Wednesday, 25 November 2015

How to Host a Successful Christmas Cookie Exchange

One of my favorite Christmas traditions is coming up next week! This year will mark the 10th Annual Christmas Cookie Exchange that I will be hosting at my house! It’s a day for us ladies to get together over tea or wine and have appies and catch up, all while trading our new or favorite holiday cookie recipes!!

If you have never been a part of a Christmas Cookie Exchange, let me tell you how it works!! It’s surprisingly easy and a LOT of fun!! Basically, each person who attends the party brings six dozen of their favorite type of cookie, then we make the exchange and everyone brings six dozen different cookies home!!

Ten years ago when I hosted my first cookie exchange, I wasn’t really sure how it worked, so I googled, and found this page . This site gave me a very specific set of rules that, for the first couple of years I was very specific about following… and honestly some of the rules were a little too much for me, so I have relaxed them into the rules below and things have gone much more smoothly ever since!

Recipe for these beauties
Before the rules, a few tips to make your life easier as the hostess of the cookie party!! First of all, give LOTS of notice! I usually send out my invitations (usually as a facebook event) about a month or so before the party. People have very busy social calendars, and if they know about this event well enough ahead, they can also plan to make time for the baking part of the party!! Although some people get stressed about having to bake 6 dozen cookies, remember: that usually just means two batches of a single recipe, since most cookie recipes make 3 dozen cookies!!

Second: Don’t stress!! This is supposed to be a fun event!! I usually have my Christmas tree up mid-November, so my Christmas décor is the only decorating I do for the party, well aside from the beautiful cookies all my friends bring along!! I buy or make a few easy appetizers, open a few bottles of wine and make a pot of tea and we just sit and chat and catch up with each other!

If you have the time, ask your friends to provide you their recipes ahead of time and put together a Cookie Book. It sounds like a lot of work, but it’s super easy and your friends will thank you! When I hosted my first cookie exchange, I asked people to bring copies of their recipes, so if someone LOVED a cookie, they’d be able to bake it! Inevitably, people would forget, so I try to collect everyone’s recipe the week before and print them all off into a little booklet for my guests to bring home! Voila, ten minutes of copying and pasting into a Word document and all of our new favorite recipes in one place to share!!

Finally, I know that people are busy, but busy people still want cookies!! I allow people to bake their cookies and drop them off to me before the party and I will do the exchanging part for them. Last year I had one participant in labour, and another working and one more that had a different party to attend… but they all wanted to bake and exchange cookies, so they brought them over before the party, prepackaged and ready to go and I exchanged their yummies for them! One last thing that may make your life as Cookie Party hostess a little better… and by no means is this necessary, it’s just my OCD coming out to play… if you have an odd number of participants, and you won’t be able to evenly divide cookies (for example 11 people x 6 dozen (72) cookies = 6.54 of each recipe per participant) whip up an extra batch of cookies.

See how amazing having twelve different types of cookies can be????
As the hostess, you are likely already a baker and have a ton of recipes in your arsenal. In addition to making it easier to divide and package cookies (especially when many of the guests pre-package their cookies), if you bring two entries to the party, you LEAVE with double the cookies!!

So, without further ado, and using guidance from Robin’s Rules to Hosting a Cookie Exchange, here are my…


1. All cookies should be homemade, baked and main ingredient must be a type of flour. This means your guests will bring COOKIES. Not Rice Krispie treats, not meringues, COOKIES. After all, this is a Cookie Exchange!!

2. No plain chocolate chip cookies, cookie mixes, no-bakes, meringues or bars. Anyone can open a package and add an egg, this party is for cookies made with love. We allowed bars one year, and they didn’t cut well, they weren’t evenly sized, and they didn’t package and stack like cookies.

3. Please bring 6 dozen total cookies… well maybe a couple extra to share… but really, six dozen cookies. One recipe baked twice, 72 cookies. It makes it easier for sorting and separating when the actual exchange part of the party, and means that no one is shorted cookies because someone only managed to bake 60 cookies.

4. Email a copy of your recipe before the party (or bring recipe to the party). In addition to putting together a Cookie Book like I do, having everyone provide their planned recipes in advance means that you won’t get duplicates. Not that having four kinds of shortbread is the worst problem to have, but variety is the spice of life!!

5. If you don't have time to bake, or have burnt your cookies, but still want to attend, you must go to a real bakery and buy 6 dozen yummy cookies. This one is pretty self-explanatory! In all of my years, it’s only happened on time that someone had to bring bakery cookies!!

I am so so so looking forward to this year’s festivities!! This year’s Cookie Book already has recipes for Oreo Peppermint Crunch Cookies and Salted Caramel Stuffed Snickerdoodles. I. Can’t. Wait!!!!!! Thanks for stopping by today! I really appreciate it!!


__Task requirements__: Leave the images out and write out each entry exactly as shown.
[Exercise materials]
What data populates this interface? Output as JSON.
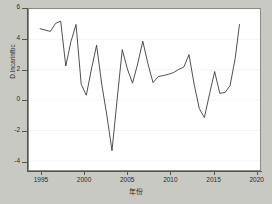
{
  "chart_data": {
    "type": "line",
    "title": "",
    "xlabel": "年份",
    "ylabel": "D.lncarinfbc",
    "xlim": [
      1993.5,
      2020.5
    ],
    "ylim": [
      -4.6,
      6.0
    ],
    "xticks": [
      1995,
      2000,
      2005,
      2010,
      2015,
      2020
    ],
    "xtick_labels": [
      "1995",
      "2000",
      "2005",
      "2010",
      "2015",
      "2020"
    ],
    "yticks": [
      -4,
      -2,
      0,
      2,
      4,
      6
    ],
    "ytick_labels": [
      "-4",
      "-2",
      "0",
      "2",
      "4",
      "6"
    ],
    "grid": "horizontal",
    "legend": "none",
    "line_color": "#3a3a38",
    "series": [
      {
        "name": "D.lncarinfbc",
        "x": [
          1994.8,
          1995.5,
          1996.0,
          1996.6,
          1997.2,
          1997.8,
          1998.4,
          1999.0,
          1999.6,
          2000.2,
          2000.8,
          2001.4,
          2002.0,
          2002.6,
          2003.2,
          2003.8,
          2004.4,
          2005.0,
          2005.6,
          2006.2,
          2006.8,
          2007.4,
          2008.0,
          2008.6,
          2009.2,
          2009.8,
          2010.4,
          2011.0,
          2011.6,
          2012.2,
          2012.8,
          2013.4,
          2014.0,
          2014.6,
          2015.2,
          2015.8,
          2016.4,
          2017.0,
          2017.6,
          2018.1
        ],
        "y": [
          4.7,
          4.6,
          4.52,
          5.05,
          5.2,
          2.25,
          3.85,
          4.98,
          1.05,
          0.32,
          2.05,
          3.62,
          1.05,
          -1.0,
          -3.33,
          0.05,
          3.32,
          2.05,
          1.12,
          2.38,
          3.88,
          2.4,
          1.15,
          1.55,
          1.62,
          1.7,
          1.82,
          2.02,
          2.18,
          3.0,
          1.05,
          -0.55,
          -1.15,
          0.4,
          1.88,
          0.45,
          0.5,
          0.95,
          2.75,
          4.98
        ],
        "x_range_label": "1995-2018"
      }
    ]
  },
  "axes": {
    "y_title": "D.lncarinfbc",
    "x_title": "年份",
    "ytick_labels": [
      "6",
      "4",
      "2",
      "0",
      "-2",
      "-4"
    ],
    "ytick_values": [
      6,
      4,
      2,
      0,
      -2,
      -4
    ],
    "xtick_labels": [
      "1995",
      "2000",
      "2005",
      "2010",
      "2015",
      "2020"
    ],
    "xtick_values": [
      1995,
      2000,
      2005,
      2010,
      2015,
      2020
    ]
  },
  "style": {
    "background": "#c9c9c4",
    "panel": "#ffffff",
    "line": "#3a3a38",
    "grid": "#efefef",
    "axis": "#55554f"
  }
}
[/Exercise materials]
__Solution__:
What data populates this interface? Output as JSON.
{
  "chart_data": {
    "type": "line",
    "title": "",
    "xlabel": "年份",
    "ylabel": "D.lncarinfbc",
    "xlim": [
      1993.5,
      2020.5
    ],
    "ylim": [
      -4.6,
      6.0
    ],
    "xticks": [
      1995,
      2000,
      2005,
      2010,
      2015,
      2020
    ],
    "xtick_labels": [
      "1995",
      "2000",
      "2005",
      "2010",
      "2015",
      "2020"
    ],
    "yticks": [
      -4,
      -2,
      0,
      2,
      4,
      6
    ],
    "ytick_labels": [
      "-4",
      "-2",
      "0",
      "2",
      "4",
      "6"
    ],
    "grid": "horizontal",
    "legend": "none",
    "line_color": "#3a3a38",
    "series": [
      {
        "name": "D.lncarinfbc",
        "x": [
          1994.8,
          1995.5,
          1996.0,
          1996.6,
          1997.2,
          1997.8,
          1998.4,
          1999.0,
          1999.6,
          2000.2,
          2000.8,
          2001.4,
          2002.0,
          2002.6,
          2003.2,
          2003.8,
          2004.4,
          2005.0,
          2005.6,
          2006.2,
          2006.8,
          2007.4,
          2008.0,
          2008.6,
          2009.2,
          2009.8,
          2010.4,
          2011.0,
          2011.6,
          2012.2,
          2012.8,
          2013.4,
          2014.0,
          2014.6,
          2015.2,
          2015.8,
          2016.4,
          2017.0,
          2017.6,
          2018.1
        ],
        "y": [
          4.7,
          4.6,
          4.52,
          5.05,
          5.2,
          2.25,
          3.85,
          4.98,
          1.05,
          0.32,
          2.05,
          3.62,
          1.05,
          -1.0,
          -3.33,
          0.05,
          3.32,
          2.05,
          1.12,
          2.38,
          3.88,
          2.4,
          1.15,
          1.55,
          1.62,
          1.7,
          1.82,
          2.02,
          2.18,
          3.0,
          1.05,
          -0.55,
          -1.15,
          0.4,
          1.88,
          0.45,
          0.5,
          0.95,
          2.75,
          4.98
        ],
        "x_range_label": "1995-2018"
      }
    ]
  },
  "axes": {
    "y_title": "D.lncarinfbc",
    "x_title": "年份",
    "ytick_labels": [
      "6",
      "4",
      "2",
      "0",
      "-2",
      "-4"
    ],
    "ytick_values": [
      6,
      4,
      2,
      0,
      -2,
      -4
    ],
    "xtick_labels": [
      "1995",
      "2000",
      "2005",
      "2010",
      "2015",
      "2020"
    ],
    "xtick_values": [
      1995,
      2000,
      2005,
      2010,
      2015,
      2020
    ]
  },
  "style": {
    "background": "#c9c9c4",
    "panel": "#ffffff",
    "line": "#3a3a38",
    "grid": "#efefef",
    "axis": "#55554f"
  }
}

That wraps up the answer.